Cyber Unicorn Cyera Jumps to $12 Billion Valuation in Massive Funding Round
Cyera, one of the fastest-growing unicorns in Israeli cyber, announced on Wednesday afternoon a new giant funding round of $600 million, at a company valuation of $12 billion. Cyera now ranks second on the list of the highest-valued unicorns, after Vast Data and ahead of Drivnats, which just last week raised money at an $8.5 billion valuation. For comparison, on the eve of its $32 billion sale to Google, Wiz carried out a secondary round to sell shares held by investors and employees at a valuation of $12 billion.
The round reflects a fourfold increase in Cyera’s valuation over the past year and a half. In practice, the unicorn raises hundreds of millions of dollars every year at an increasing pace. The latest round was led by Evolution Equity Partners, with participation from first investor Cyberstarts and Singaporean investment giant Temasek, alongside existing investors Sequoia, Accel, Coatue, Blackstone, Spark Capital and AT&T Ventures. In total, the cyber company founded by Yotam Segev and Tamar Bar-Ilan has raised $2.3 billion. In the new announcement, the founders reveal a third partner, co-founder and chief development officer Yonatan Eitai.
One explanation for the sharp annual rise in the company’s valuation, and for the enthusiasm of venture capital investors and the big bet they are making on the Landmark Building company, is that it is riding the AI agents trend in enterprises. It helps organizations of all sizes protect their data, spread across different repositories, public cloud, private cloud, memory, flash storage, local desktops and phones, and enables them to protect against malicious use by employees or AI agents.
"As of 2026, about 68% of organizations do not know how to distinguish between employee activity and AI agent activity within their systems," the company said. "Without that ability, it is difficult to build trust in AI systems, this is a challenge that is slowing many organizations in implementing their AI plans. The source of the problem is an infrastructure gap. In recent years, the AI industry has invested in developing chips, models and computing power, but it still lacks a layer that allows organizations to understand which data AI systems are exposed to, what actions they perform and how the resulting risks can be managed."
Over the past year, Cyera launched more than 100 new capabilities in AI agent security, privacy, identity management, Data Security Posture Management (DSPM) and Data Loss Prevention (DLP). These capabilities expand the company’s platform, which is designed to enable organizations to manage the use of artificial intelligence in a safe and controlled way.
The data security segment in cyber concerns the ability of information security managers in organizations to control all the data in their information systems, whether in the corporate cloud, on local servers or at endpoints such as computers and phones, and to know where critical data is located at any given moment. Using systems from companies such as these, it is possible to provide a faster and more comprehensive picture of how critical stolen information is, when such an event occurs, information that is very valuable to cyber managers in organizations. The emergence of AI agents, some of them operated fully autonomously by models such as Anthropic’s "Mythos", adds a new layer of risk that was not taken seriously a year or two ago.
There are many companies operating in the field, but most are very young and have not had time to mature before being sold. Among the companies that remain independent are the Israeli Bid ID, although it carried out significant layoffs last month, and Sentra, founded by Asaf Kohn, the former commander of Unit 8200. Three companies in the field have already been sold: in August 2023, U.S. company Rubrik announced the acquisition of Israeli company Laminar in a deal estimated at about $105 million; Palo Alto acquired Dig Security in 2024 for $295 million; and CrowdStrike acquired Flow Security for about $120 million. Cyera, apparently, was too large and mature to be sold for such sums, and even today it seeks to continue operating as an independent company.
Cyera was founded by two young men who were discharged from Unit 8200 and soon went on to establish the company, in partnership with Cyberstarts. They first gained prominence in 2021 when they surprised the cyber industry with an initial $60 million funding round led by Doug Leone, the veteran Sequoia partner who was involved in investments in the giant companies Rackspace, Hyperion and ServiceNow. Leone was also a board member at Wiz, another Cyberstarts portfolio company.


Your objective - Please reproduce all of the data below exactly, leaving each picture out.

Records -

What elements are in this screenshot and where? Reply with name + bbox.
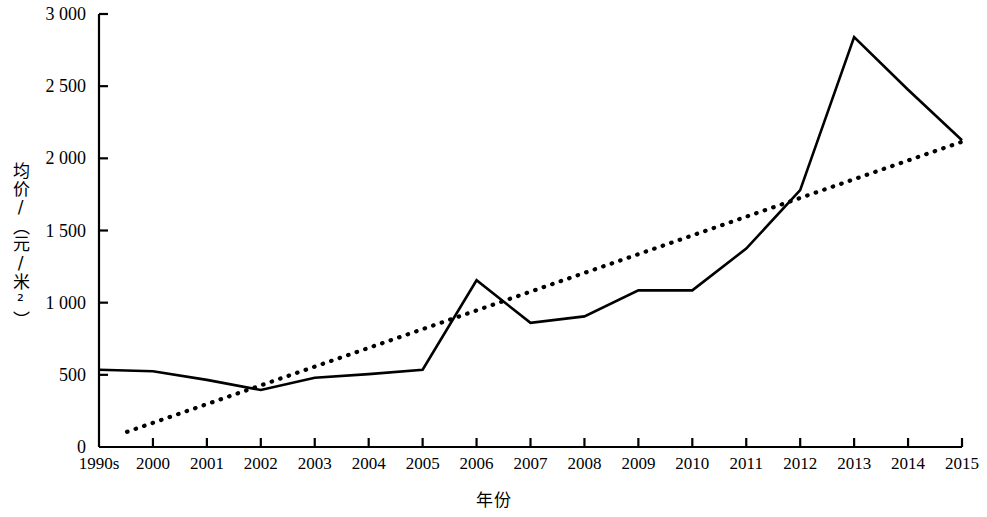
- line-chart: 均价/（元/米²） 年份 05001 0001 5002 0002 5003 0…: [0, 0, 987, 517]
- y-axis-ticks: [99, 14, 108, 375]
- plot-area: [0, 0, 987, 517]
- x-axis-ticks: [153, 438, 962, 447]
- axis-lines: [99, 14, 962, 447]
- price-line-series: [99, 37, 962, 390]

Exercise response -
What elements are in this screenshot and where? Reply with name + bbox.
- line-chart: 均价/（元/米²） 年份 05001 0001 5002 0002 5003 0…: [0, 0, 987, 517]
- y-axis-ticks: [99, 14, 108, 375]
- plot-area: [0, 0, 987, 517]
- x-axis-ticks: [153, 438, 962, 447]
- axis-lines: [99, 14, 962, 447]
- price-line-series: [99, 37, 962, 390]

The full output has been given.